Structure and Method of Sound Production
In the generation of its tones, a reed organ is similar to an accordion or concertina, but not in its installation, as an accordion is held in both hands whereas a reed organ is usually positioned on the floor in a wooden casing (which might make it mistakable for a piano at the very first glimpse).
Reed organs are operated either with pressure or with suction bellows. Pressure bellows permit a wider range to modify the volume, depending on if the pedaling of the bellows is faster or slower. In North America and the United Kingdom, a reed organ with pressure bellows is referred to as a harmonium, whereas in continental Europe, any reed organ is called a harmonium regardless of whether it has pressure or suction bellows. As reed organs with pressure bellows were more difficult to produce and therefore more expensive, North American and British reed organs and melodeons generally use suction bellows and operate on vacuum.
Read more about this topic: Reed Organ
Famous quotes containing the words structure, method, sound and/or production:
“The syntactic component of a grammar must specify, for each sentence, a deep structure that determines its semantic interpretation and a surface structure that determines its phonetic interpretation.”
—Noam Chomsky (b. 1928)
“Letters are above all useful as a means of expressing the ideal self; and no other method of communication is quite so good for this purpose.... In letters we can reform without practice, beg without humiliation, snip and shape embarrassing experiences to the measure of our own desires....”
—Elizabeth Hardwick (b. 1916)
“There was a sound of revelry by night,
And Belgiums capital had gathered then
Her beauty and her chivalry, and bright
The lamps shone oer fair women and brave men;
A thousand hearts beat happily; and when
Music arose with its voluptuous swell,
Soft eyes looked love to eyes which spake again,
And all went merry as a marriage-bell;
But hush! hark! a deep sound strikes like a rising knell!”
—George Gordon Noel Byron (17881824)
“By bourgeoisie is meant the class of modern capitalists, owners of the means of social production and employers of wage labor. By proletariat, the class of modern wage laborers who, having no means of production of their own, are reduced to selling their labor power in order to live.”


**Task objective**
Reproduce the listing that follows word for word, without its pictures.

━━━ Data in this exercise

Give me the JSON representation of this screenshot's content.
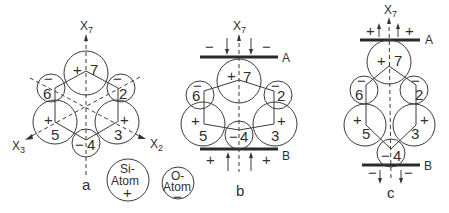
{
  "figure": {
    "panels": [
      {
        "id": "a",
        "label": "a",
        "axes": {
          "x7": {
            "base": "X",
            "sub": "7"
          },
          "x3": {
            "base": "X",
            "sub": "3"
          },
          "x2": {
            "base": "X",
            "sub": "2"
          }
        },
        "atoms": [
          {
            "n": "7",
            "sign": "+"
          },
          {
            "n": "6",
            "sign": "−"
          },
          {
            "n": "2",
            "sign": "−"
          },
          {
            "n": "5",
            "sign": "+"
          },
          {
            "n": "3",
            "sign": "+"
          },
          {
            "n": "4",
            "sign": "−"
          }
        ]
      },
      {
        "id": "b",
        "label": "b",
        "axis": {
          "base": "X",
          "sub": "7"
        },
        "plate_a": {
          "label": "A",
          "signs": [
            "−",
            "−"
          ]
        },
        "plate_b": {
          "label": "B",
          "signs": [
            "+",
            "+"
          ]
        },
        "atoms": [
          {
            "n": "7",
            "sign": "+"
          },
          {
            "n": "6",
            "sign": "−"
          },
          {
            "n": "2",
            "sign": "−"
          },
          {
            "n": "5",
            "sign": "+"
          },
          {
            "n": "3",
            "sign": "+"
          },
          {
            "n": "4",
            "sign": "−"
          }
        ]
      },
      {
        "id": "c",
        "label": "c",
        "axis": {
          "base": "X",
          "sub": "7"
        },
        "plate_a": {
          "label": "A",
          "signs": [
            "+",
            "+"
          ]
        },
        "plate_b": {
          "label": "B",
          "signs": [
            "−",
            "−"
          ]
        },
        "atoms": [
          {
            "n": "7",
            "sign": "+"
          },
          {
            "n": "6",
            "sign": "−"
          },
          {
            "n": "2",
            "sign": "−"
          },
          {
            "n": "5",
            "sign": "+"
          },
          {
            "n": "3",
            "sign": "+"
          },
          {
            "n": "4",
            "sign": "−"
          }
        ]
      }
    ],
    "legend": {
      "si_atom": {
        "line1": "Si-",
        "line2": "Atom",
        "sign": "+"
      },
      "o_atom": {
        "line1": "O-",
        "line2": "Atom",
        "sign": "−"
      }
    }
  }
}
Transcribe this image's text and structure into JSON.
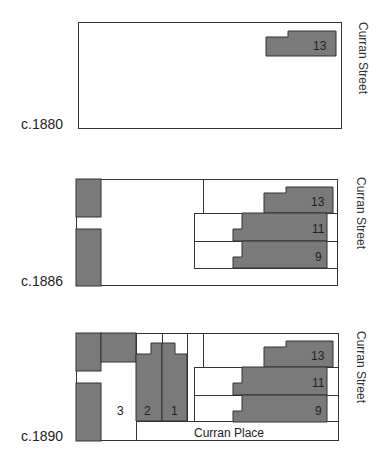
{
  "colors": {
    "fill": "#7a7a7a",
    "stroke": "#333333",
    "text": "#222222"
  },
  "panels": [
    {
      "year": "c.1880",
      "street": "Curran Street"
    },
    {
      "year": "c.1886",
      "street": "Curran Street"
    },
    {
      "year": "c.1890",
      "street": "Curran Street",
      "lane": "Curran Place"
    }
  ],
  "lots": {
    "p1": [
      "13"
    ],
    "p2": [
      "13",
      "11",
      "9"
    ],
    "p3": [
      "13",
      "11",
      "9",
      "3",
      "2",
      "1"
    ]
  }
}
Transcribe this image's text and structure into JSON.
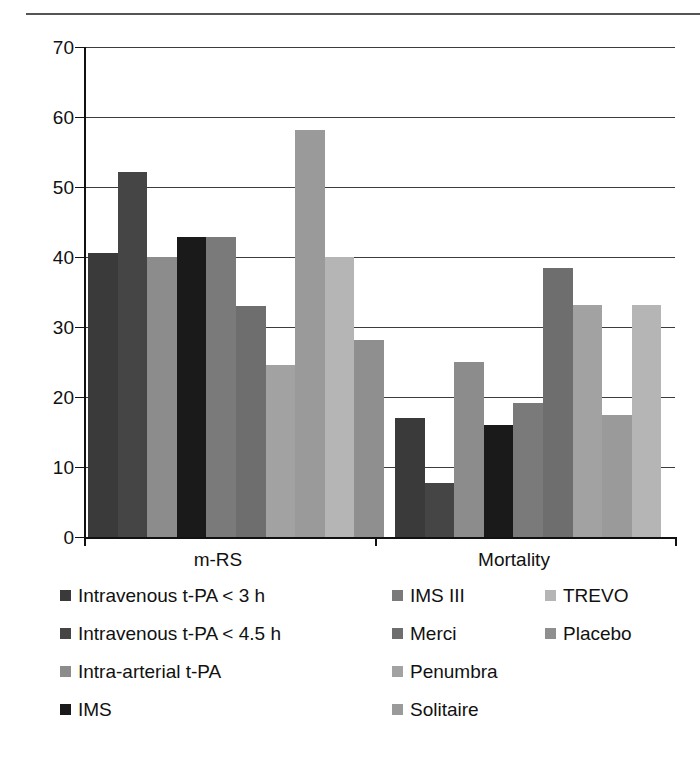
{
  "chart_data": {
    "type": "bar",
    "title": "",
    "subtitle": "",
    "xlabel": "",
    "ylabel": "",
    "ylim": [
      0,
      70
    ],
    "ytick_step": 10,
    "yticks": [
      0,
      10,
      20,
      30,
      40,
      50,
      60,
      70
    ],
    "ytick_labels": [
      "0",
      "10",
      "20",
      "30",
      "40",
      "50",
      "60",
      "70"
    ],
    "grid": "horizontal",
    "legend_position": "bottom",
    "categories": [
      "m-RS",
      "Mortality"
    ],
    "series": [
      {
        "name": "Intravenous t-PA < 3 h",
        "color": "#3a3a3a",
        "values": [
          40.6,
          17.0
        ]
      },
      {
        "name": "Intravenous t-PA < 4.5 h",
        "color": "#454545",
        "values": [
          52.2,
          7.7
        ]
      },
      {
        "name": "Intra-arterial t-PA",
        "color": "#8c8c8c",
        "values": [
          40.0,
          25.0
        ]
      },
      {
        "name": "IMS",
        "color": "#1a1a1a",
        "values": [
          42.8,
          16.0
        ]
      },
      {
        "name": "IMS III",
        "color": "#7a7a7a",
        "values": [
          42.9,
          19.2
        ]
      },
      {
        "name": "Merci",
        "color": "#6e6e6e",
        "values": [
          33.0,
          38.4
        ]
      },
      {
        "name": "Penumbra",
        "color": "#a2a2a2",
        "values": [
          24.6,
          33.2
        ]
      },
      {
        "name": "Solitaire",
        "color": "#9a9a9a",
        "values": [
          58.2,
          17.4
        ]
      },
      {
        "name": "TREVO",
        "color": "#b5b5b5",
        "values": [
          40.0,
          33.2
        ]
      },
      {
        "name": "Placebo",
        "color": "#8f8f8f",
        "values": [
          28.2,
          null
        ]
      }
    ]
  },
  "legend": {
    "columns": [
      {
        "items": [
          {
            "label": "Intravenous t-PA < 3 h",
            "color": "#3a3a3a"
          },
          {
            "label": "Intravenous t-PA < 4.5 h",
            "color": "#454545"
          },
          {
            "label": "Intra-arterial t-PA",
            "color": "#8c8c8c"
          },
          {
            "label": "IMS",
            "color": "#1a1a1a"
          }
        ]
      },
      {
        "items": [
          {
            "label": "IMS III",
            "color": "#7a7a7a"
          },
          {
            "label": "Merci",
            "color": "#6e6e6e"
          },
          {
            "label": "Penumbra",
            "color": "#a2a2a2"
          },
          {
            "label": "Solitaire",
            "color": "#9a9a9a"
          }
        ]
      },
      {
        "items": [
          {
            "label": "TREVO",
            "color": "#b5b5b5"
          },
          {
            "label": "Placebo",
            "color": "#8f8f8f"
          }
        ]
      }
    ]
  },
  "axes": {
    "group_labels": [
      "m-RS",
      "Mortality"
    ]
  },
  "colors": {
    "axis": "#111111",
    "grid": "#3c3c3c",
    "background": "#ffffff",
    "rule": "#555555"
  }
}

━━━━━━

**Solution to the exercise**
Give me the JSON representation of this screenshot's content.
{
  "figure": {
    "panels": [
      {
        "id": "a",
        "label": "a",
        "axes": {
          "x7": {
            "base": "X",
            "sub": "7"
          },
          "x3": {
            "base": "X",
            "sub": "3"
          },
          "x2": {
            "base": "X",
            "sub": "2"
          }
        },
        "atoms": [
          {
            "n": "7",
            "sign": "+"
          },
          {
            "n": "6",
            "sign": "−"
          },
          {
            "n": "2",
            "sign": "−"
          },
          {
            "n": "5",
            "sign": "+"
          },
          {
            "n": "3",
            "sign": "+"
          },
          {
            "n": "4",
            "sign": "−"
          }
        ]
      },
      {
        "id": "b",
        "label": "b",
        "axis": {
          "base": "X",
          "sub": "7"
        },
        "plate_a": {
          "label": "A",
          "signs": [
            "−",
            "−"
          ]
        },
        "plate_b": {
          "label": "B",
          "signs": [
            "+",
            "+"
          ]
        },
        "atoms": [
          {
            "n": "7",
            "sign": "+"
          },
          {
            "n": "6",
            "sign": "−"
          },
          {
            "n": "2",
            "sign": "−"
          },
          {
            "n": "5",
            "sign": "+"
          },
          {
            "n": "3",
            "sign": "+"
          },
          {
            "n": "4",
            "sign": "−"
          }
        ]
      },
      {
        "id": "c",
        "label": "c",
        "axis": {
          "base": "X",
          "sub": "7"
        },
        "plate_a": {
          "label": "A",
          "signs": [
            "+",
            "+"
          ]
        },
        "plate_b": {
          "label": "B",
          "signs": [
            "−",
            "−"
          ]
        },
        "atoms": [
          {
            "n": "7",
            "sign": "+"
          },
          {
            "n": "6",
            "sign": "−"
          },
          {
            "n": "2",
            "sign": "−"
          },
          {
            "n": "5",
            "sign": "+"
          },
          {
            "n": "3",
            "sign": "+"
          },
          {
            "n": "4",
            "sign": "−"
          }
        ]
      }
    ],
    "legend": {
      "si_atom": {
        "line1": "Si-",
        "line2": "Atom",
        "sign": "+"
      },
      "o_atom": {
        "line1": "O-",
        "line2": "Atom",
        "sign": "−"
      }
    }
  }
}
Transcribe this image's text and structure into JSON.
{
  "colors": {
    "fill": "#7a7a7a",
    "stroke": "#333333",
    "text": "#222222"
  },
  "panels": [
    {
      "year": "c.1880",
      "street": "Curran Street"
    },
    {
      "year": "c.1886",
      "street": "Curran Street"
    },
    {
      "year": "c.1890",
      "street": "Curran Street",
      "lane": "Curran Place"
    }
  ],
  "lots": {
    "p1": [
      "13"
    ],
    "p2": [
      "13",
      "11",
      "9"
    ],
    "p3": [
      "13",
      "11",
      "9",
      "3",
      "2",
      "1"
    ]
  }
}
Transcribe this image's text and structure into JSON.
{
  "chart_data": {
    "type": "bar",
    "title": "",
    "subtitle": "",
    "xlabel": "",
    "ylabel": "",
    "ylim": [
      0,
      70
    ],
    "ytick_step": 10,
    "yticks": [
      0,
      10,
      20,
      30,
      40,
      50,
      60,
      70
    ],
    "ytick_labels": [
      "0",
      "10",
      "20",
      "30",
      "40",
      "50",
      "60",
      "70"
    ],
    "grid": "horizontal",
    "legend_position": "bottom",
    "categories": [
      "m-RS",
      "Mortality"
    ],
    "series": [
      {
        "name": "Intravenous t-PA < 3 h",
        "color": "#3a3a3a",
        "values": [
          40.6,
          17.0
        ]
      },
      {
        "name": "Intravenous t-PA < 4.5 h",
        "color": "#454545",
        "values": [
          52.2,
          7.7
        ]
      },
      {
        "name": "Intra-arterial t-PA",
        "color": "#8c8c8c",
        "values": [
          40.0,
          25.0
        ]
      },
      {
        "name": "IMS",
        "color": "#1a1a1a",
        "values": [
          42.8,
          16.0
        ]
      },
      {
        "name": "IMS III",
        "color": "#7a7a7a",
        "values": [
          42.9,
          19.2
        ]
      },
      {
        "name": "Merci",
        "color": "#6e6e6e",
        "values": [
          33.0,
          38.4
        ]
      },
      {
        "name": "Penumbra",
        "color": "#a2a2a2",
        "values": [
          24.6,
          33.2
        ]
      },
      {
        "name": "Solitaire",
        "color": "#9a9a9a",
        "values": [
          58.2,
          17.4
        ]
      },
      {
        "name": "TREVO",
        "color": "#b5b5b5",
        "values": [
          40.0,
          33.2
        ]
      },
      {
        "name": "Placebo",
        "color": "#8f8f8f",
        "values": [
          28.2,
          null
        ]
      }
    ]
  },
  "legend": {
    "columns": [
      {
        "items": [
          {
            "label": "Intravenous t-PA < 3 h",
            "color": "#3a3a3a"
          },
          {
            "label": "Intravenous t-PA < 4.5 h",
            "color": "#454545"
          },
          {
            "label": "Intra-arterial t-PA",
            "color": "#8c8c8c"
          },
          {
            "label": "IMS",
            "color": "#1a1a1a"
          }
        ]
      },
      {
        "items": [
          {
            "label": "IMS III",
            "color": "#7a7a7a"
          },
          {
            "label": "Merci",
            "color": "#6e6e6e"
          },
          {
            "label": "Penumbra",
            "color": "#a2a2a2"
          },
          {
            "label": "Solitaire",
            "color": "#9a9a9a"
          }
        ]
      },
      {
        "items": [
          {
            "label": "TREVO",
            "color": "#b5b5b5"
          },
          {
            "label": "Placebo",
            "color": "#8f8f8f"
          }
        ]
      }
    ]
  },
  "axes": {
    "group_labels": [
      "m-RS",
      "Mortality"
    ]
  },
  "colors": {
    "axis": "#111111",
    "grid": "#3c3c3c",
    "background": "#ffffff",
    "rule": "#555555"
  }
}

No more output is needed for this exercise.